My car isn't working, I can't get to the bank. I don't have an Uber account. I broke my ankle. Tell April I said don't text and drive and I'll see if someone can pick her up from jail tomorrow. After the World Cup.
Phentex
(16,783 posts)HANG UP THE PHONE. That's right. Hang up and get more info from somewhere, the police, the bank, the child or grandchild in question.
Most of the scams are coming into people's phones (like the one with a warrant for your arrest) or a family member in peril. And most of them advise not hanging up for some reason or another. Like don't hang up while you go to the bank and withdraw money. Or don't hang up while you go buy gift cards. That should be a red flag!
Because what happens if you accidentally hang up? What happens if you have explosive diarrhea and have to hang up? What happens if you are baking and your hand gets caught in the mixer? There are forty billion reasons you might have to hang up. Do you think the jail is gonna kill your supposed niece right after you hang up the phone?
You can hang up and call the sheriff or the police or the bank or your niece or even call the caller back when you are at the police station.
Fraud department of your bank calls you? Hang up and call them back.
Put alerts on your phone when a over a certain amount is withdrawn. Get a safe word. Ask the attorney for their bar association number and look them up.
We HAVE to be proactive!!
love_katz
(3,318 posts)They tell the victim to not hang up which is how they prevent the victim from questioning the situation. Hanging up and following up by checking directly with your family member will expose the fraud.
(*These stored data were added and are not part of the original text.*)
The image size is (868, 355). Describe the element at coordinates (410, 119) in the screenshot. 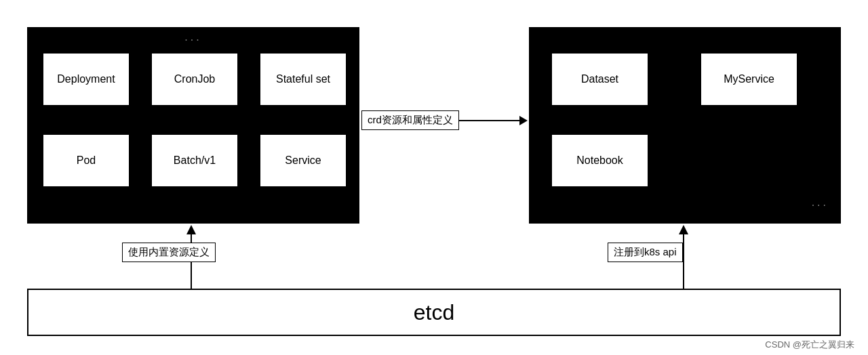

I see `crd-label-text: crd资源和属性定义` at that location.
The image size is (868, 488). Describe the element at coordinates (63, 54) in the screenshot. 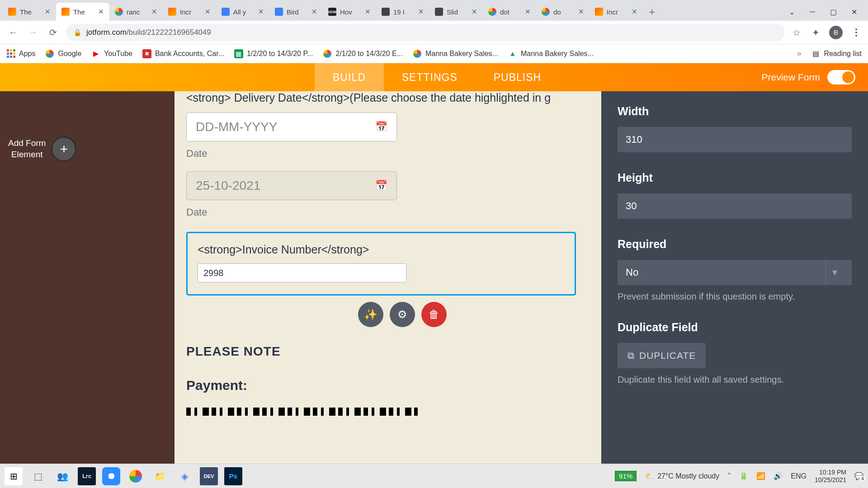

Same thing with calls about your credit or bank accounts. Definitely, hang up, look up the number to call directly to customer service and ask if there is a problem or if they were trying to contact you. Do NOT click on links from emails and texts because those are likely to connect you directly with the fraudster, who will use every trick in the book to pressure you into either sending them money and/or getting your financial information so they can rip you off directly.
Phentex
(16,783 posts)Do they know my thumbs? I can hang up by accident all the time!
MerryBlooms
(12,702 posts)for my sis. I don't answer. I try to stress others to stop answering calls, but some still do. They brag about giving crap to the caller 🙄
Phentex
(16,783 posts)I miss calls here and there but I see the ones listed as potential spam and theres a lot. I also have my phone set to not even ring if they arent in my contacts list. If its real, theyll leave a message. Sometimes the bots selling me tax relief leave a message.
My kids know to not use me as an emergency contact! It could be hours before I see my phone.